━━━ INPUT DATA

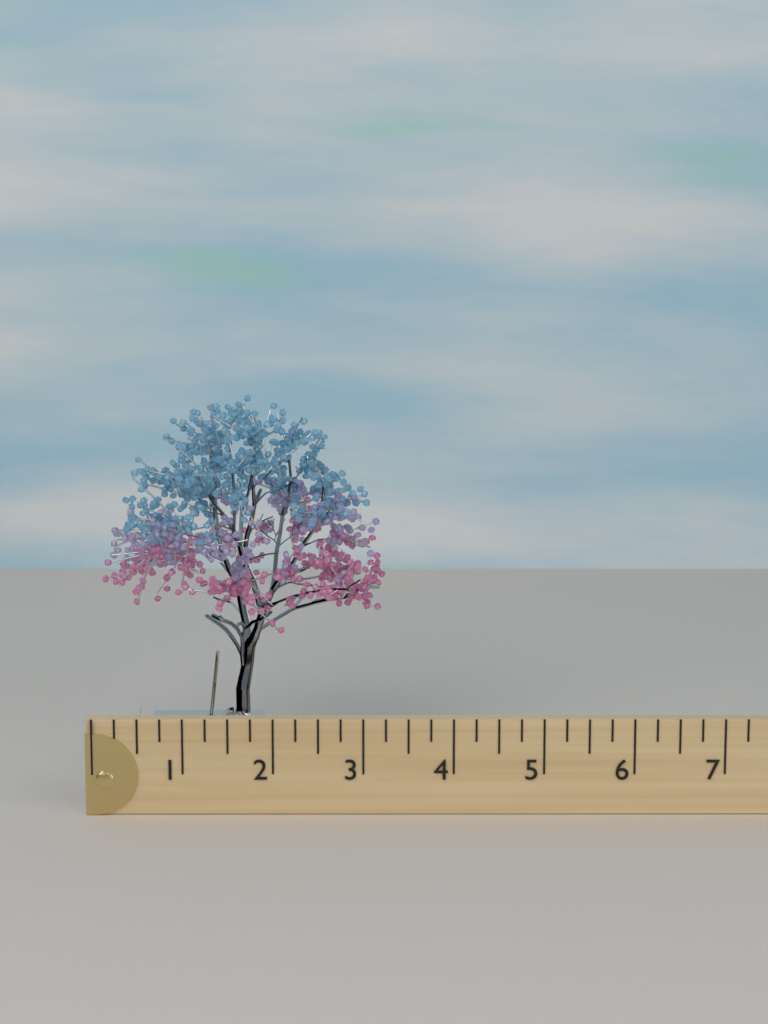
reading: 3.25 (no unit)
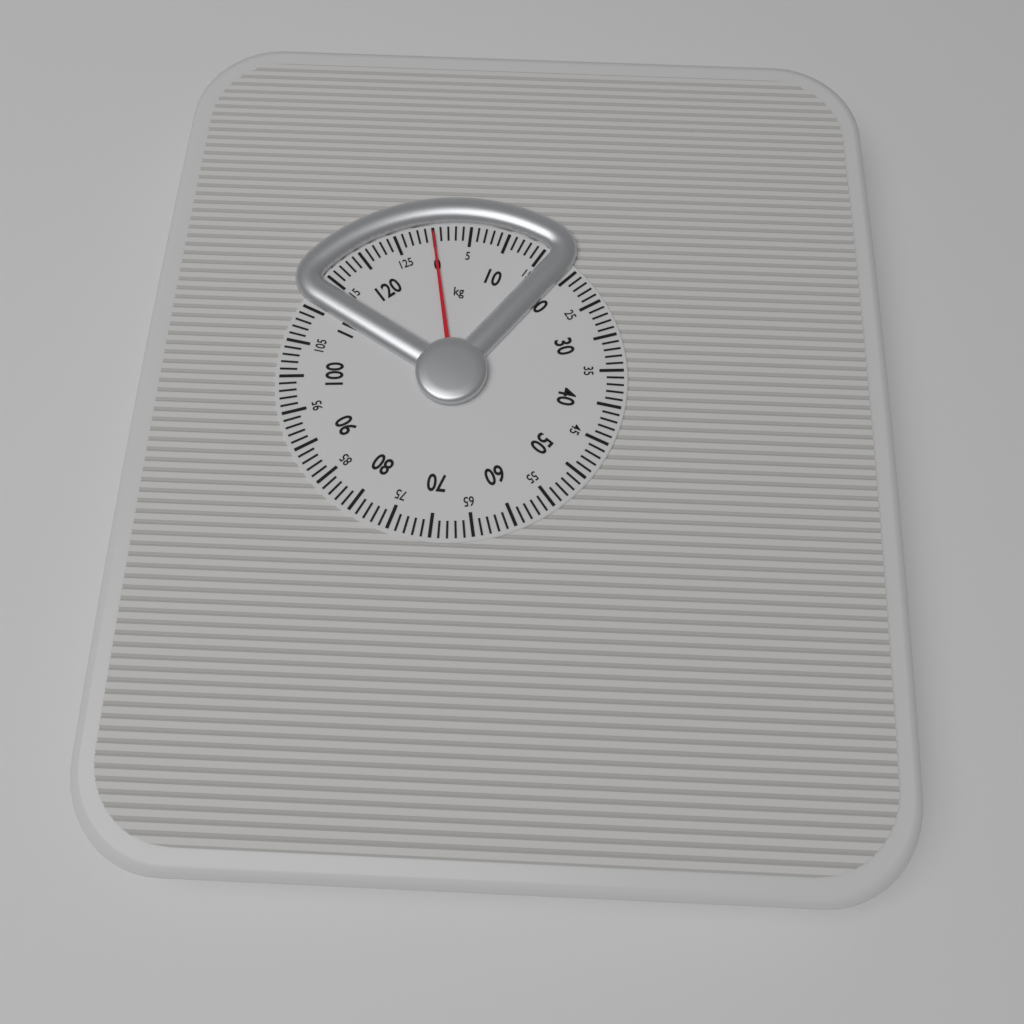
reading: 0 kg
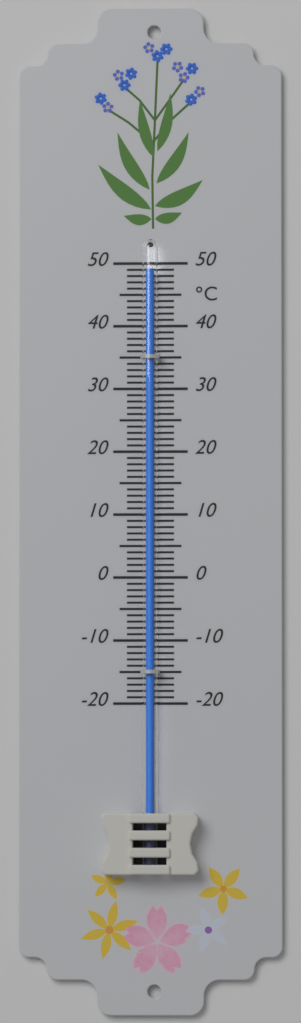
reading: 49 °C
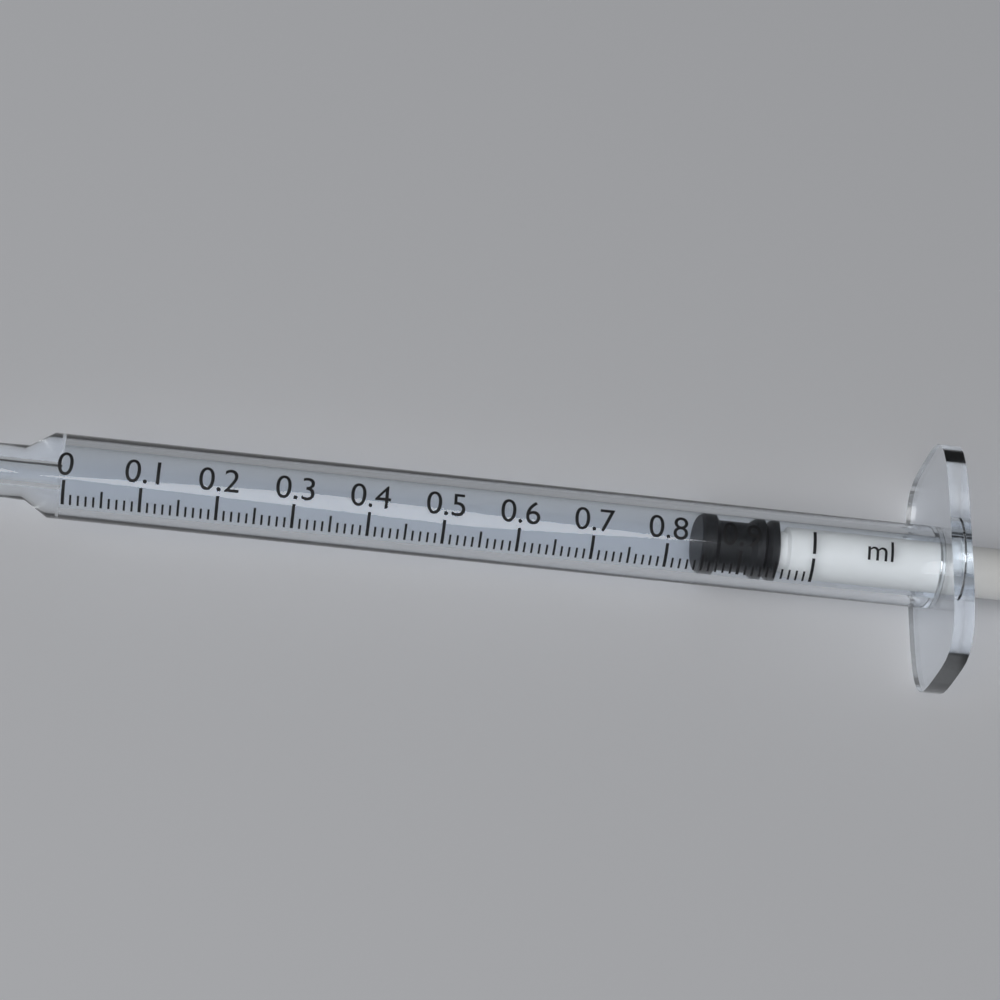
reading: 0.85 ml
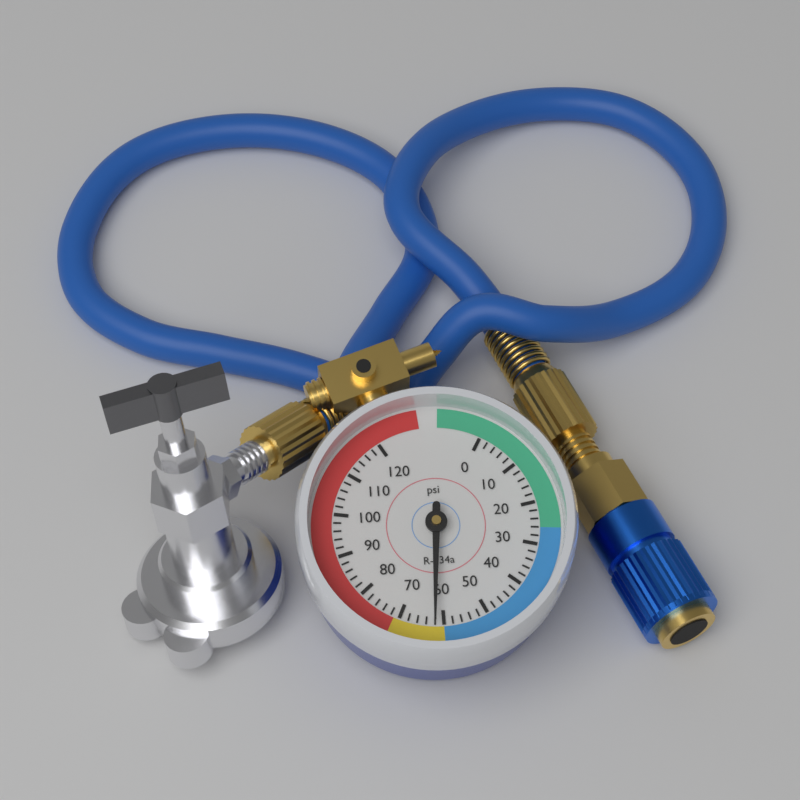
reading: 62 psi
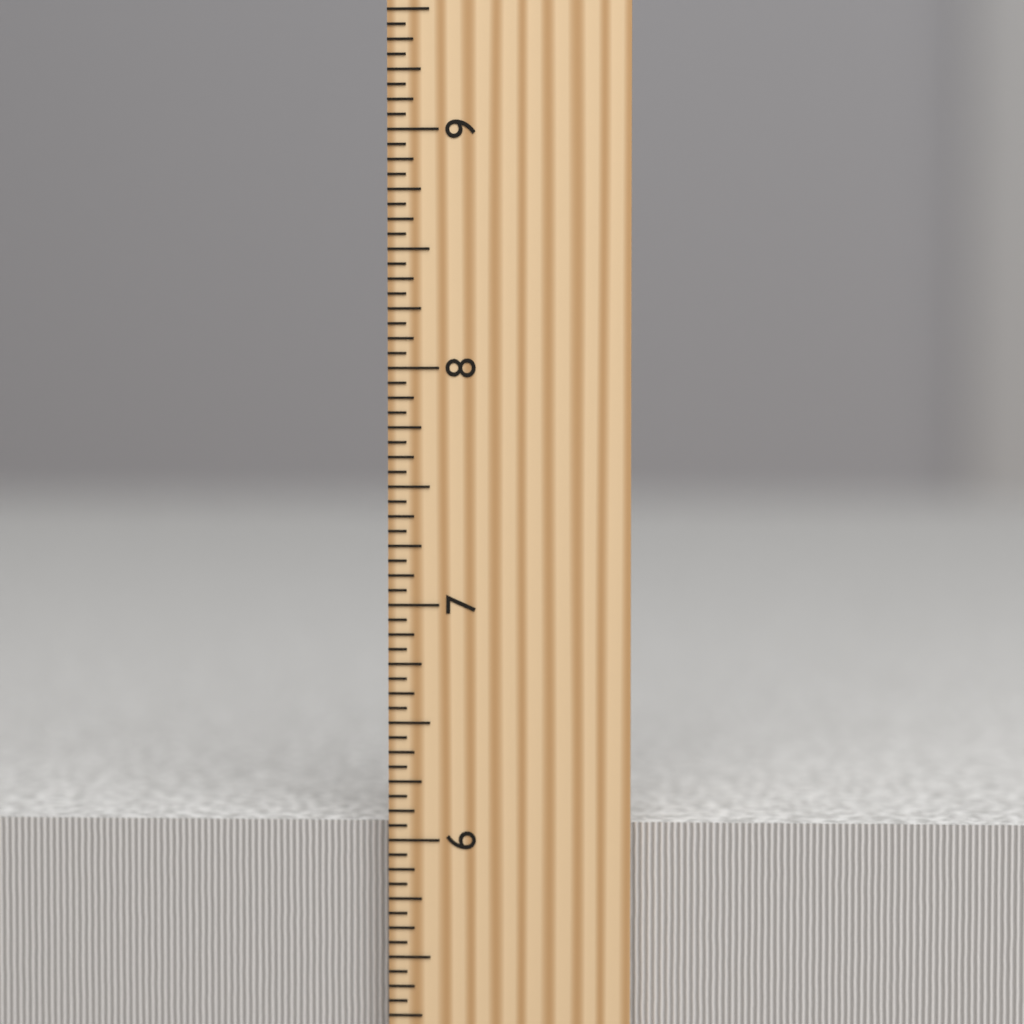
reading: 6.0625 inch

━━━━━━

### EXERCISE DIRECTIONS:
Exclude the pictures, then write out every record exactly as it stands.

### PROBLEM SOLUTION:
reading: 3.25 (no unit)
reading: 0 kg
reading: 49 °C
reading: 0.85 ml
reading: 62 psi
reading: 6.0625 inch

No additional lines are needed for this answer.